Payments Missing In Healthcare Industry’s Exploration Of Blockchain

When Deloitte published its “Blockchain: Opportunities for health care” report in 2016, the consultancy identified three key pillars of potential blockchain disruption for the industry: smart contracts, value transfer and information authentication.

In the short years since the release of that report, the healthcare sector has certainly begun exploring blockchain. Most recently, a consortium of healthcare payers and providers formed to develop a blockchain proof of concept.

But as more healthcare-related blockchain projects emerge, it’s clear the sector sees more value in data management, rather than healthcare payments, when considering distributed ledger technology.

This week’s Blockchain Tracker examines the most recent developments in healthcare’s quest to adopt blockchain. While Deloitte predicted significant potential for the technology to streamline payments in the industry, the latest news shows industry stakeholders are banking on blockchain to overhaul information management instead.

 

Data

While the increasing use of Electronic Health Records (EHRs) means fewer medical errors and more reliable data on patients, physician Robert Pearl, M.D., recently penned an article in Forbes highlighting the potential for healthcare providers to enhance the effectiveness of EHRs using blockchain. The problem with EHRs, Dr. Pearl explained, is that information is often sent to providers via fax, and management of those records can be a challenge.

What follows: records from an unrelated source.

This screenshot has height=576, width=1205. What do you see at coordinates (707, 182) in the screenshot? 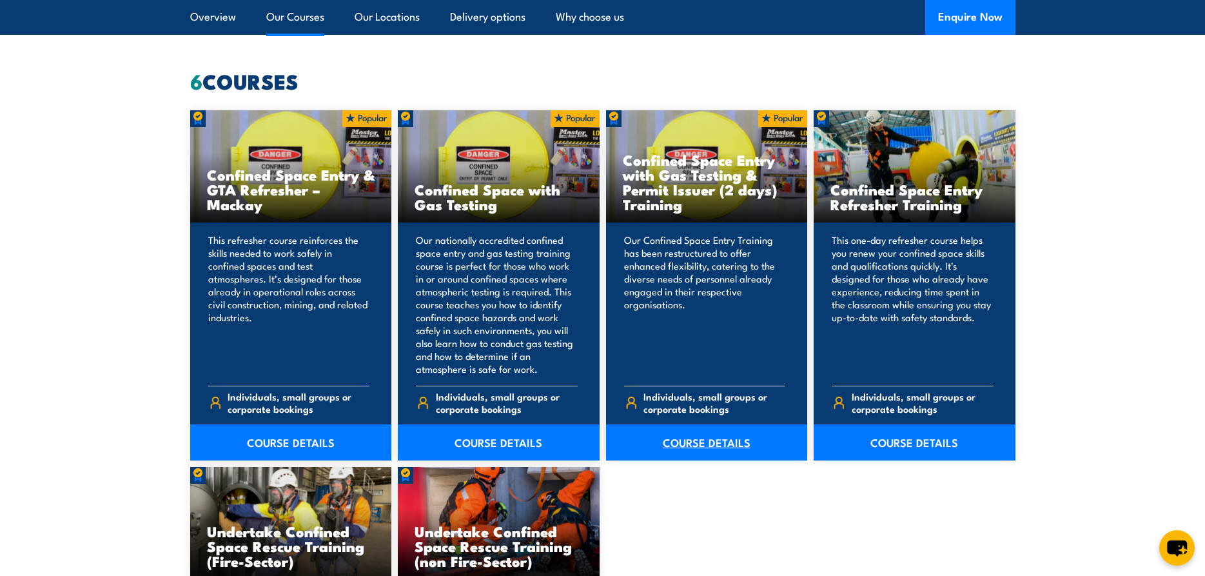
I see `h3: Confined Space Entry with Gas Testing & Permit Issuer (2 days) Training` at bounding box center [707, 182].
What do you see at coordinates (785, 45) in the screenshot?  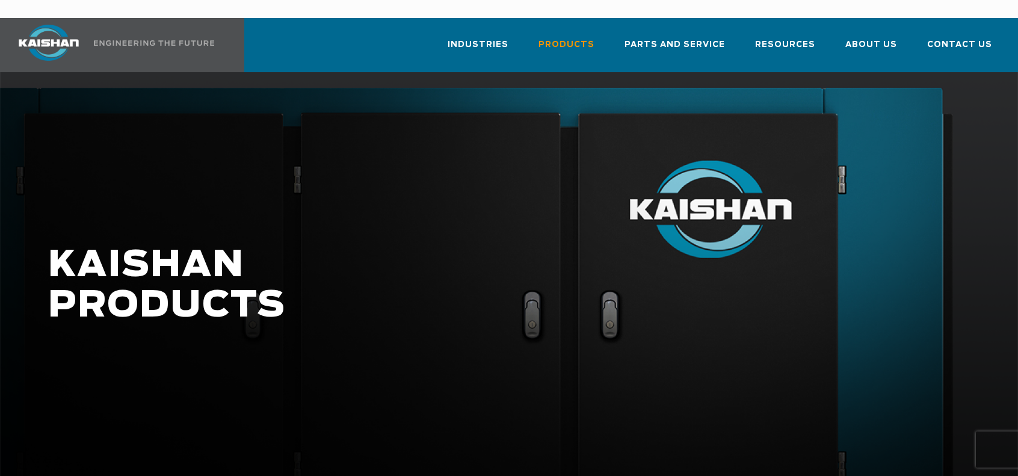 I see `span: Resources` at bounding box center [785, 45].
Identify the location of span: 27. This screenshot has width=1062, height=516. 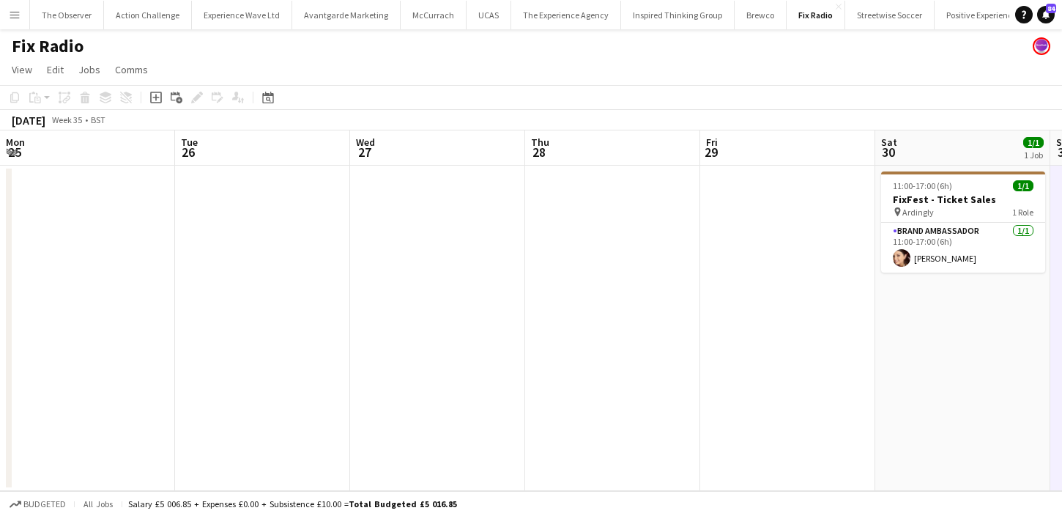
(364, 152).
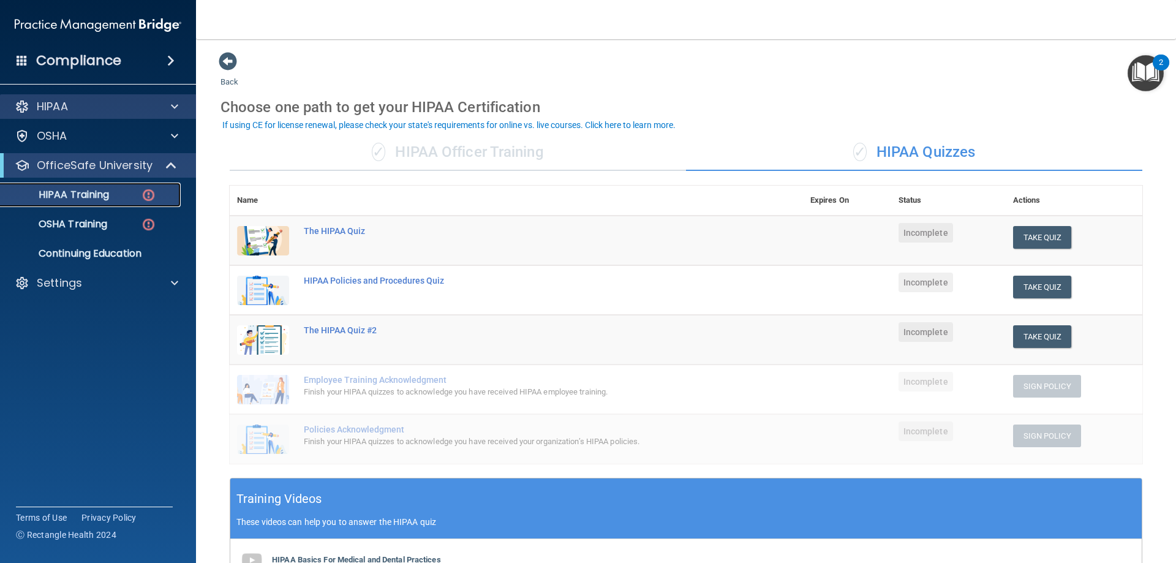 Image resolution: width=1176 pixels, height=563 pixels. Describe the element at coordinates (91, 253) in the screenshot. I see `p: Continuing Education` at that location.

“To avoid medical errors and improve quality outcomes, all the physicians we see should have access to our medical information, provided that information is kept private and secure,” he wrote. “Blockchain technology can facilitate these requirements.”

There are massive hurdles to achieving a blockchain-powered health record system, he added, including the reluctancy among healthcare providers to migrate existing records onto a new platform.

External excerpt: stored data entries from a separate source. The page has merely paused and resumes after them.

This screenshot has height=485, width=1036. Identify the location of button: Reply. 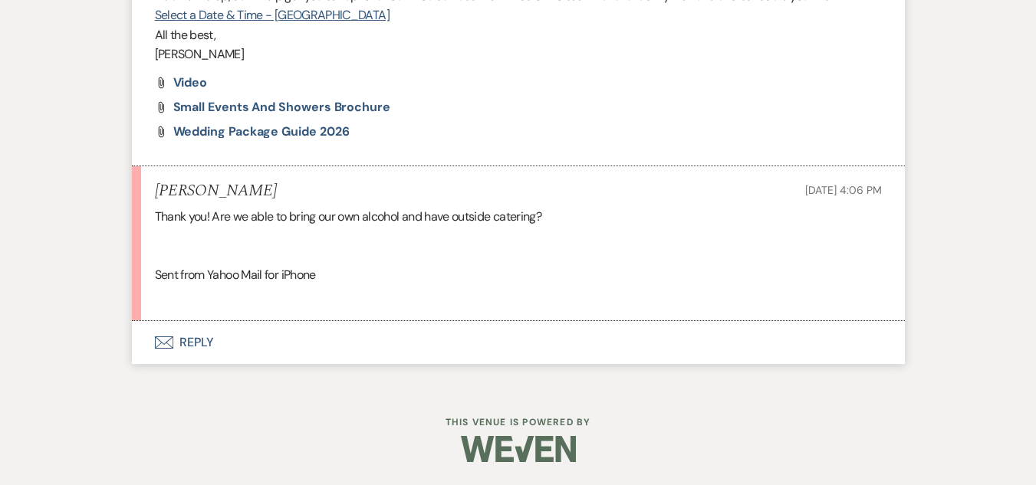
(518, 343).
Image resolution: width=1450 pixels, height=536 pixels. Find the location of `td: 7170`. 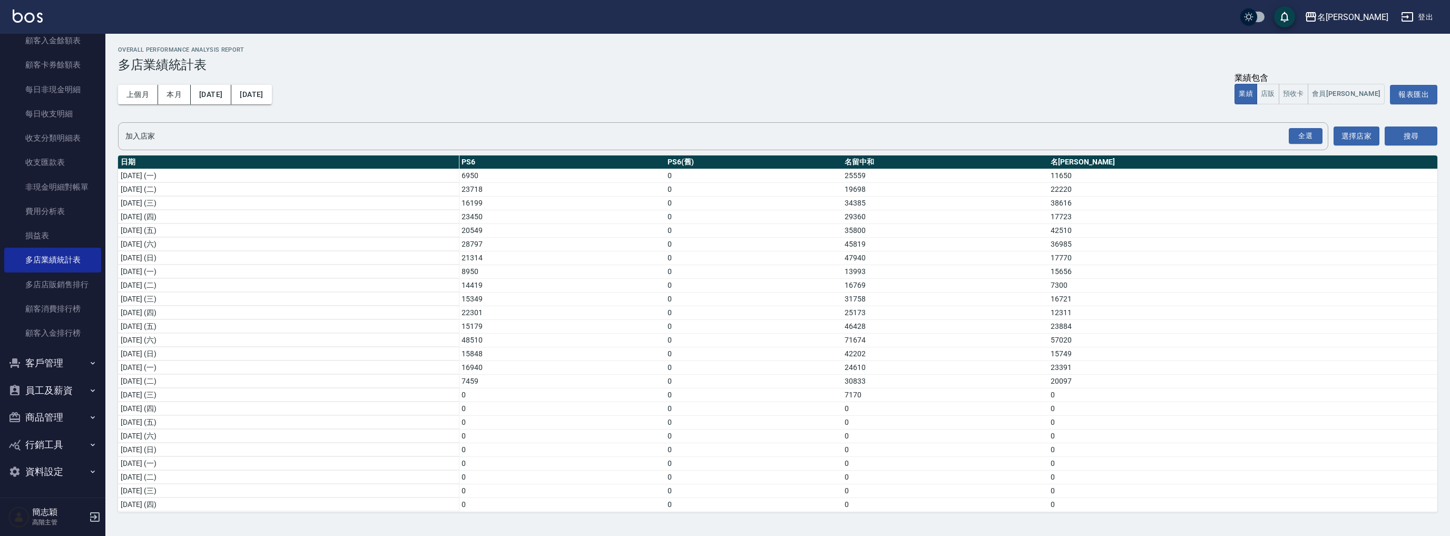

td: 7170 is located at coordinates (944, 395).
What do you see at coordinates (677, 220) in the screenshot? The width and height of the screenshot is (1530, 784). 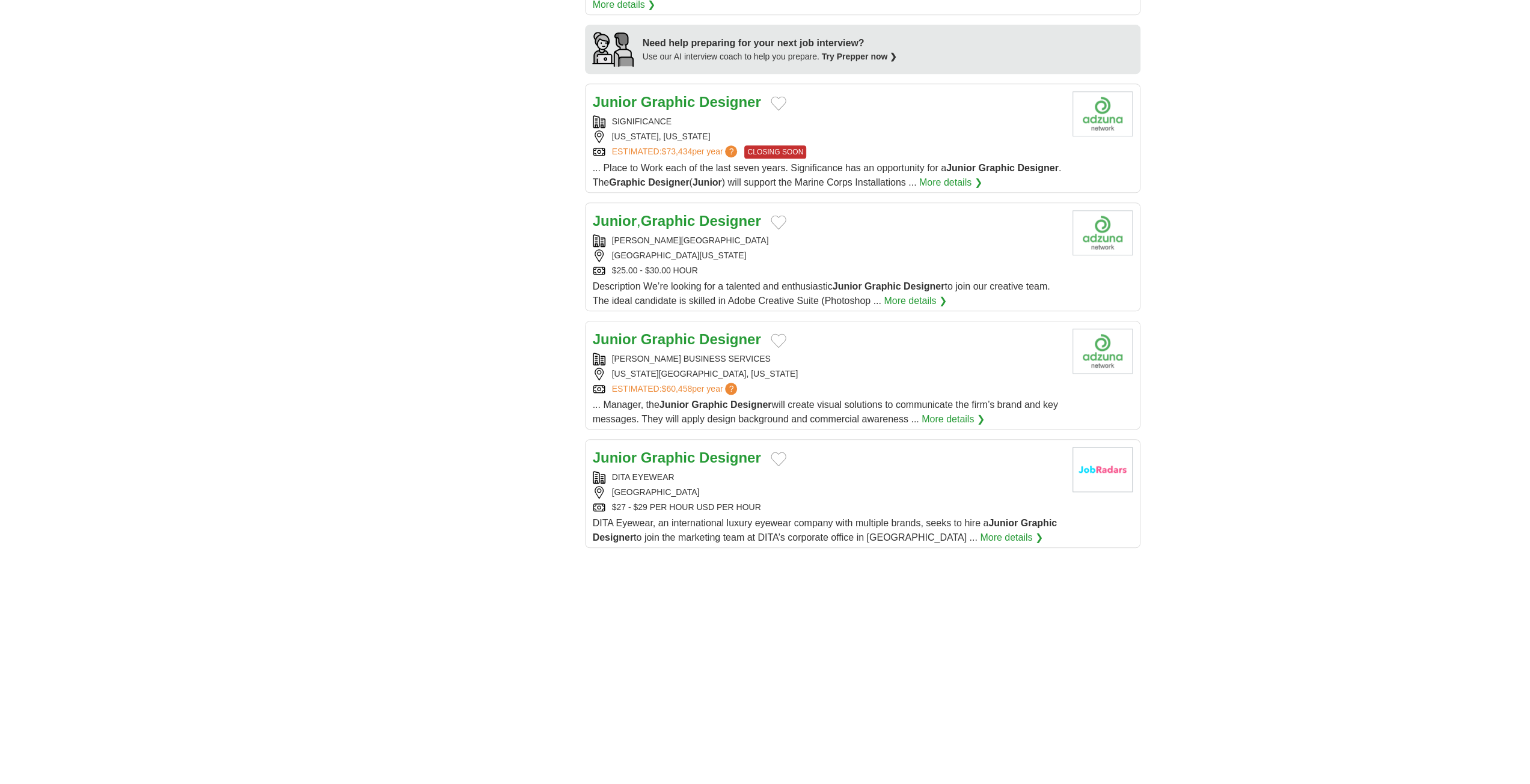 I see `a: Junior,Graphic Designer` at bounding box center [677, 220].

In the U.S., healthcare giants are exploring how to make headway on using blockchain for more efficient health data management — though they’re focused on healthcare provider data, not patient data.

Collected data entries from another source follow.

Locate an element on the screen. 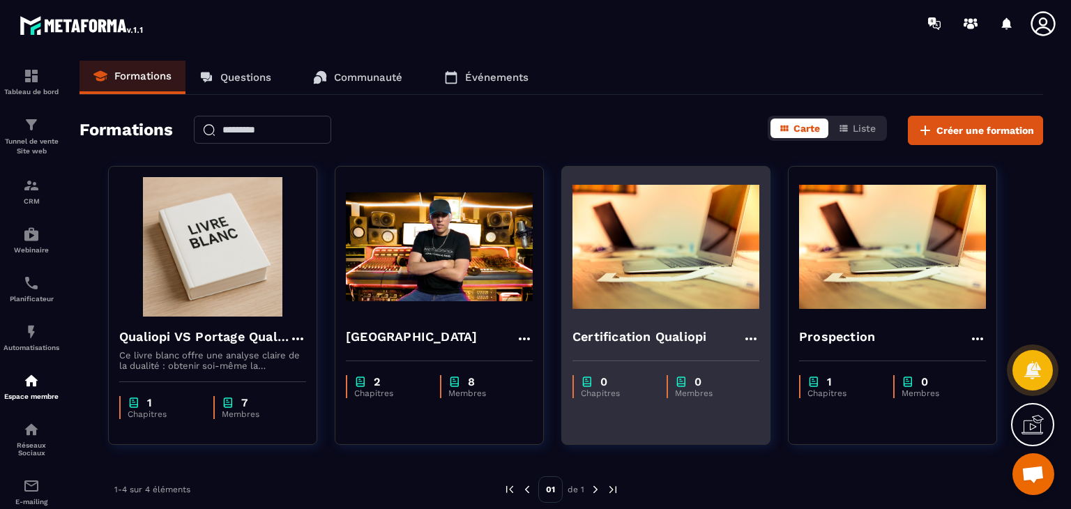  p: CRM is located at coordinates (31, 201).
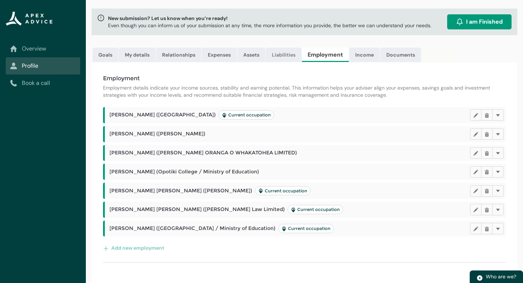 This screenshot has width=523, height=283. Describe the element at coordinates (270, 25) in the screenshot. I see `p: Even though you can inform us of your submission at any time, the more information you provide, t...` at that location.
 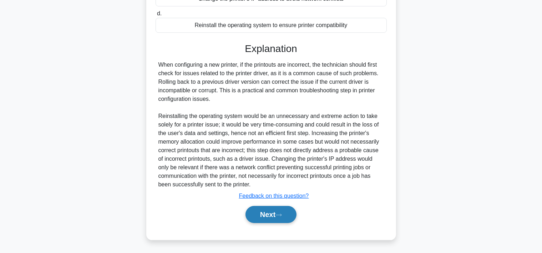 I want to click on button: Next, so click(x=271, y=215).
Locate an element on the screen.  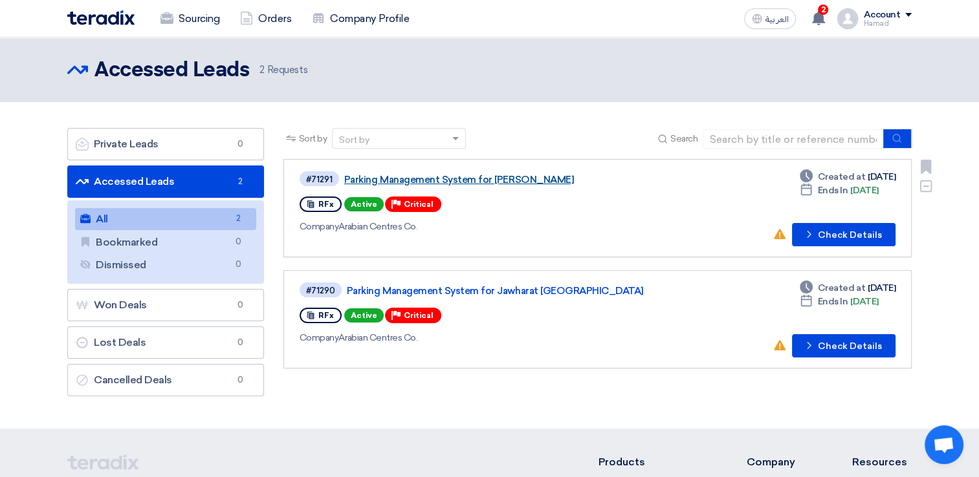
h2: Accessed Leads is located at coordinates (171, 71).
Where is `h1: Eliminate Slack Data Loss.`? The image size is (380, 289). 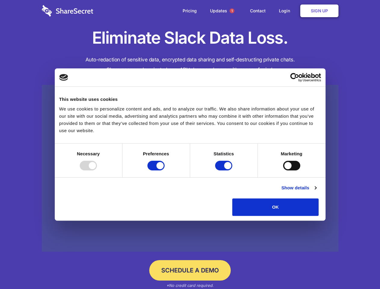
h1: Eliminate Slack Data Loss. is located at coordinates (190, 38).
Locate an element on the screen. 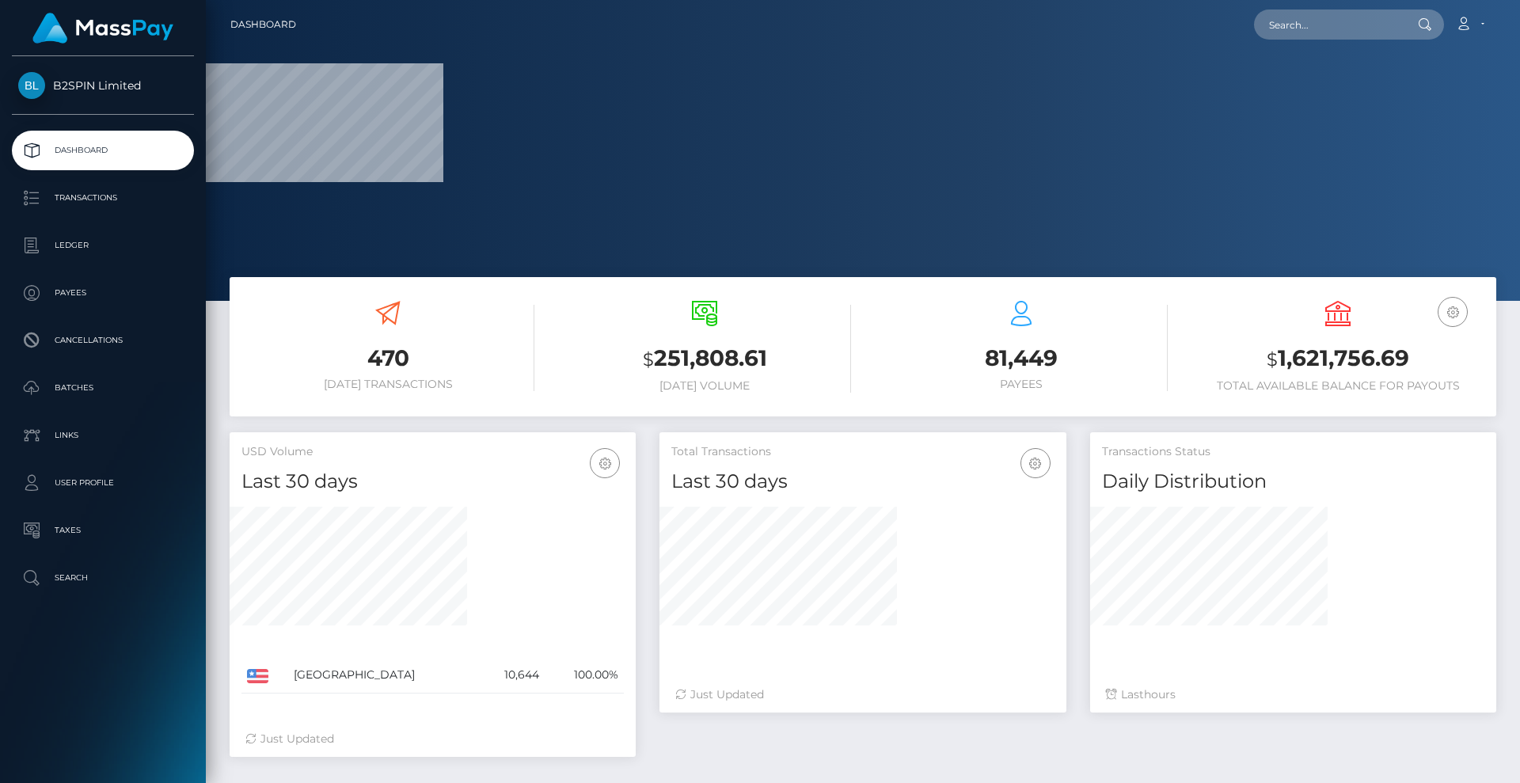  p: User Profile is located at coordinates (103, 483).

Several industry conglomerates — Humana, Optum, MultiPlan, Quest Diagnostics and UnitedHealth — revealed a collaboration last week to develop a blockchain pilot to address inefficiencies in healthcare provider directory data management. These healthcare payers and providers manage their own proprietary directories, reports in The Motley Fool explained, but blockchain may be able to unify those directories.

Reports urged caution, however, with the alliance forming simply to explore whether it might even be possible for blockchain to streamline these databases. Still, according to separate reports in CoinIdol, the collaboration said in a statement that it wants to address “a critical, complex and difficult issue facing organizations across the healthcare system,” with current data management techniques reportedly costing these organizations more than $2.1 billion.

Senior Director of Marketing and Communications for MultiPlan, Pam Walker, recently told PYMNTS that 52 percent of provider directory locations listed have at least one inaccuracy in the form of incorrect addresses, phone numbers or other misinformation.

“We believe that a permissioned blockchain is the most suitable approach for our pilot,” Walker said. “A permissioned blockchain will enable the alliance to confidently manage participation on our blockchain while providing us the flexibility to install the blockchain across our alliance member enterprises … In order to measure the true value of this approach, the alliance intends to use a geographic subset of production data in that assessment.”

 

Supply Chain Management

The National Institution for Transforming India (NITI Aayog) wants to deploy blockchain to enhance supply chain visibility for the pharmaceutical and healthcare sector.

Specifically, reports in FactorDaily said this week the government wants a proof of concept for a blockchain-powered tool to combat fake medicines in the supply chain. NITI Aayog, a thinktank, explained that it is exploring how blockchain might be able to track the “hierarchy of barcodes” that are scanned through each step in the supply chain.

According to reports, while estimates vary, analysis from Assocham says one in five drugs are fake in India, with those fraudulent medicines either illegal copycats of legitimate brands or products with no clinical efficacy. The nation’s Central Drugs Standard Contral Organization said between 0.05 percent and 0.3 percent of drugs are fake, and the World Health Organization estimates that more than 10 percent of drugs in low and middle-income countries, which includes India, are substandard.